SA-N’SA

June sunshine poured through the window of his bedroom in the Ritz; and Cleves had just finished dressing when he heard his wife’s voice in the adjoining sitting-room.

He had not supposed that Tressa was awake. He hastened to tie his tie and pull on a smoking jacket, listening all the while to his wife’s modulated but gay young voice.

Then he opened the sitting-room door and went in. And found his wife entirely alone.

She looked up at him, her lips still parted as though checked in what she had been saying, the smile still visible in her blue eyes.

“Who on earth are you talking to?” he asked, his bewildered glance sweeping the sunny room again.

She did not reply; her smile faded as a spot of sunlight wanes, veiled by a cloud—yet a glimmer of it remained in her gaze as he came over to her.

“I thought they’d brought our breakfast,” he said, “—hearing your voice.... Did you sleep well?”

“Yes, Victor.”

He seated himself, and his perplexed scrutiny included her frail morning robe of China silk, her lovely bare arms, and her splendid hair twisted up and pegged down with a jade dagger. Around her bare throat and shoulders, too, was a magnificent necklace of imperial jade which he had never before seen; and on one slim, white finger a superb jade ring.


What you have to do ▸ Transcribe, leaving out every picture, the lines that run from the start of the listing below through the line with "Task: Click on the a: Roadmap".

___

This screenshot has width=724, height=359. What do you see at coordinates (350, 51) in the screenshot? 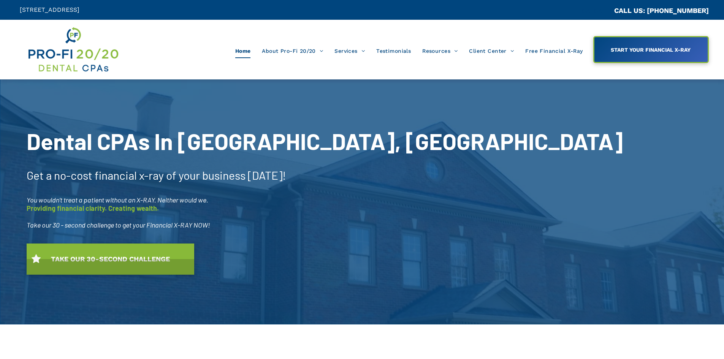
I see `a: Services` at bounding box center [350, 51].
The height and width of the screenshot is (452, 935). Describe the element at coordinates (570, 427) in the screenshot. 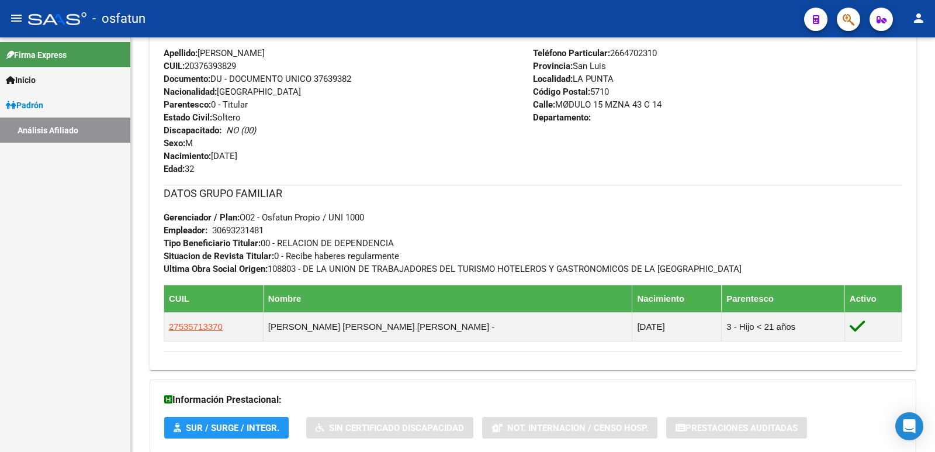

I see `button: Not. Internacion / Censo Hosp.` at that location.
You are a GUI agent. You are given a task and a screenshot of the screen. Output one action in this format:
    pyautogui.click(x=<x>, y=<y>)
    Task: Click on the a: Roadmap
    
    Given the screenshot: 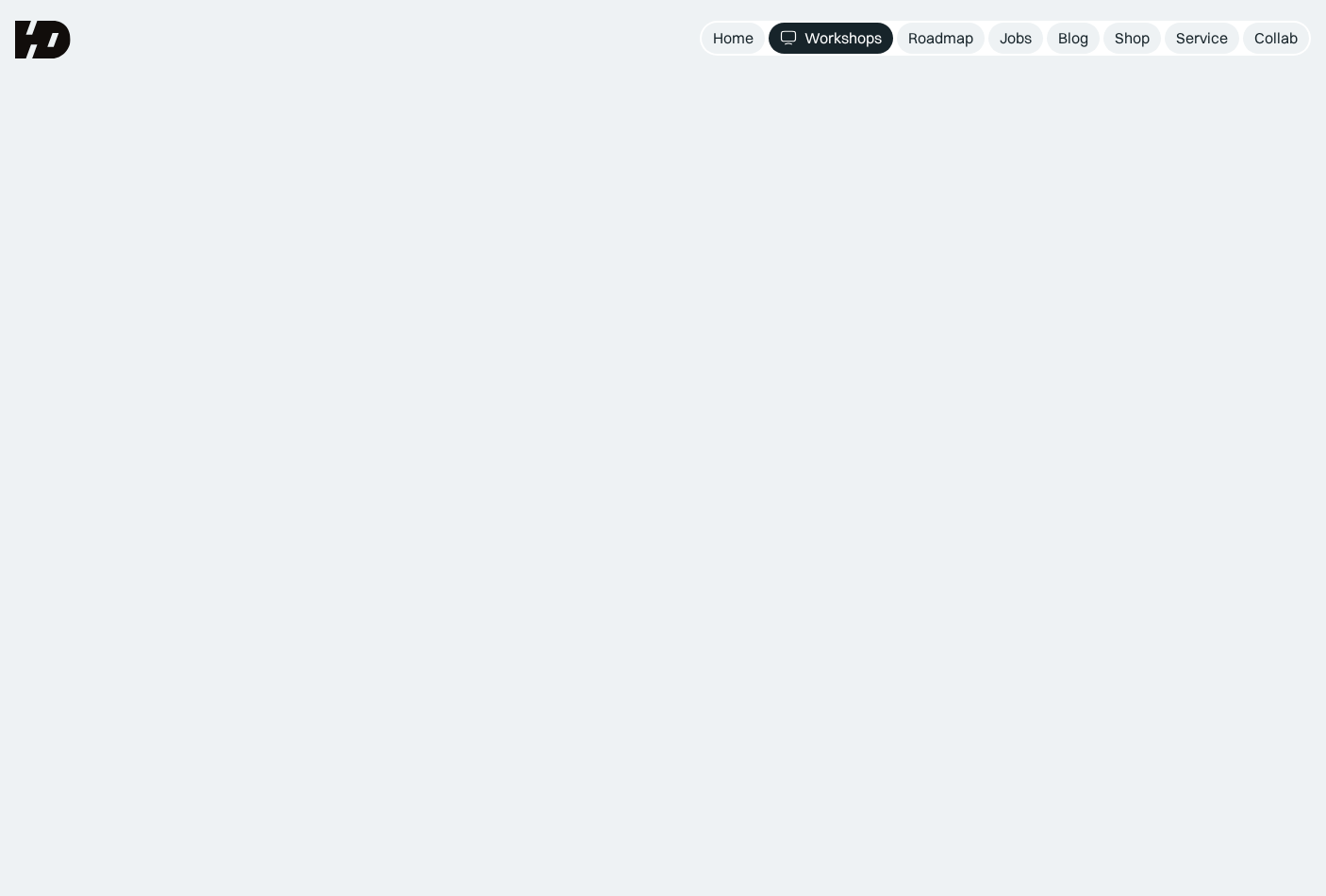 What is the action you would take?
    pyautogui.click(x=941, y=38)
    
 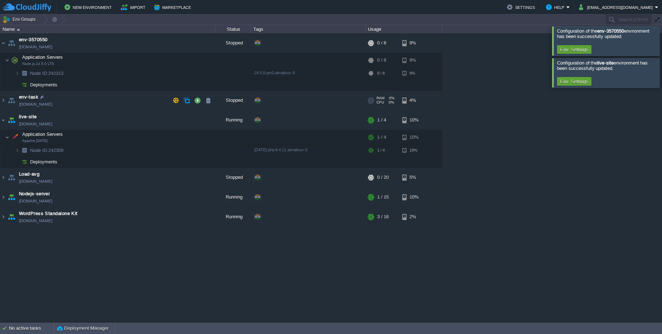 What do you see at coordinates (33, 40) in the screenshot?
I see `a: env-3570550` at bounding box center [33, 40].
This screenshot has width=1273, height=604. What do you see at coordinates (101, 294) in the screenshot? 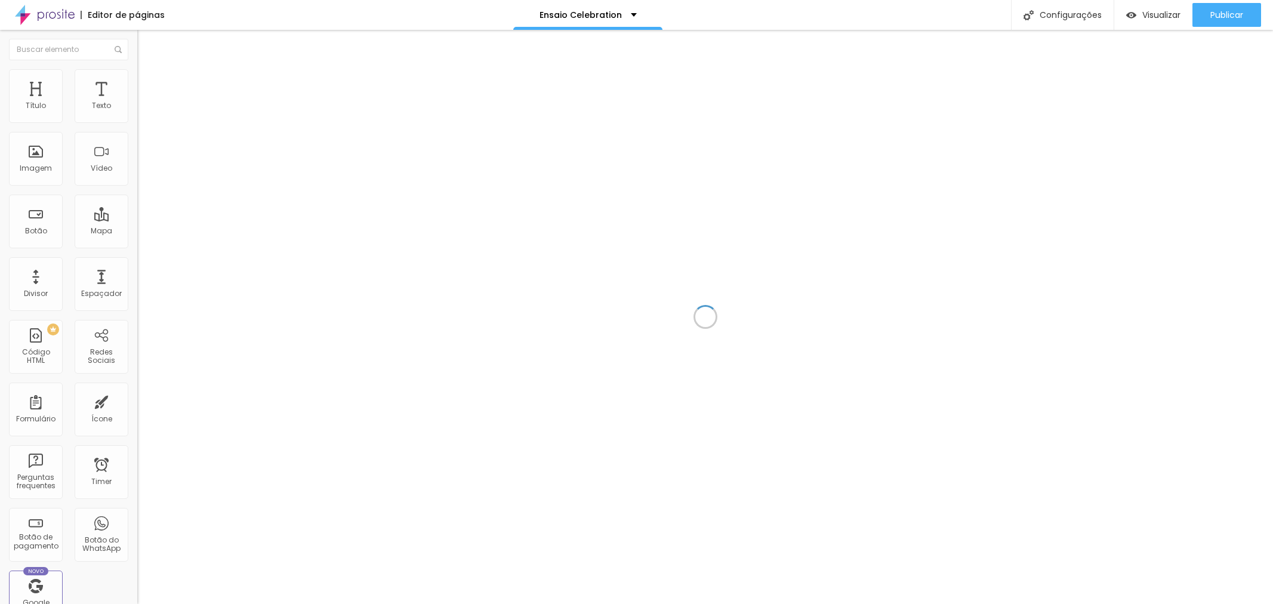
I see `div: Espaçador` at bounding box center [101, 294].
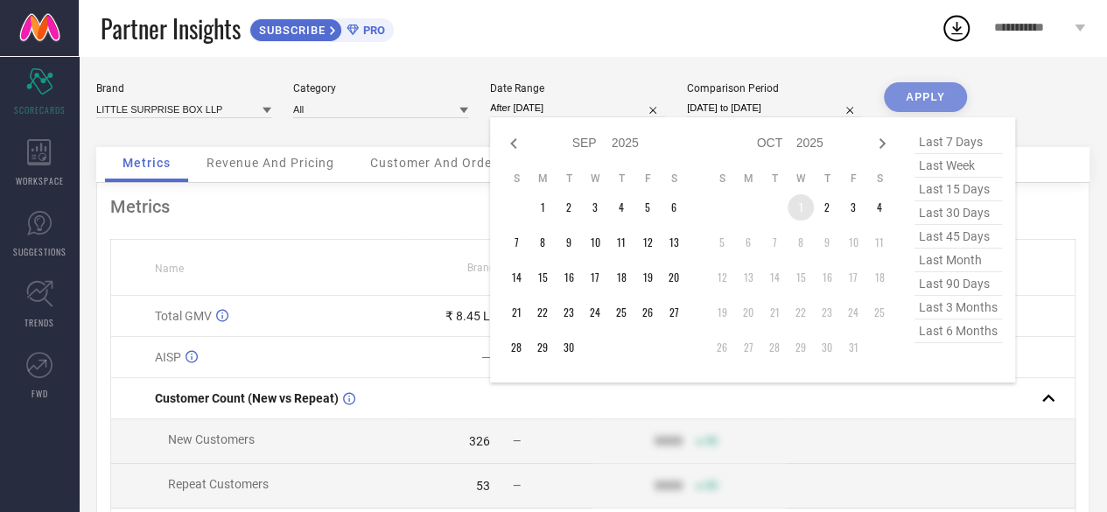 The height and width of the screenshot is (512, 1107). What do you see at coordinates (169, 269) in the screenshot?
I see `span: Name` at bounding box center [169, 269].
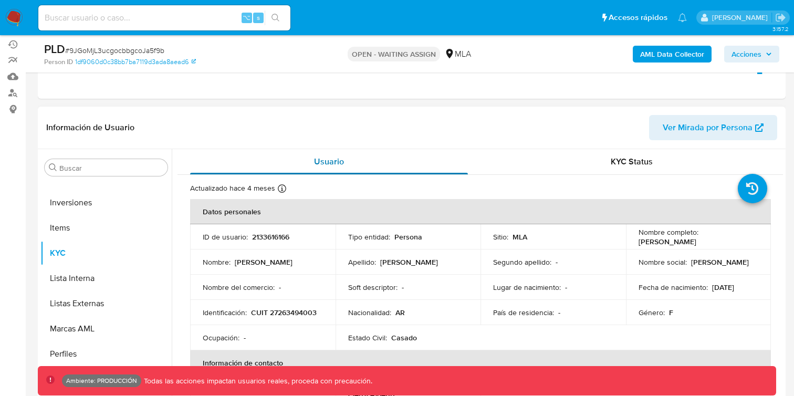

___

Answer box ▸
This screenshot has width=724, height=359. What do you see at coordinates (350, 51) in the screenshot? 
I see `a: Services` at bounding box center [350, 51].
The height and width of the screenshot is (452, 935). Describe the element at coordinates (570, 427) in the screenshot. 

I see `button: Not. Internacion / Censo Hosp.` at that location.
You are a GUI agent. You are given a task and a screenshot of the screen. Output one action in this format:
    pyautogui.click(x=<x>, y=<y>)
    Task: Click on the a: Roadmap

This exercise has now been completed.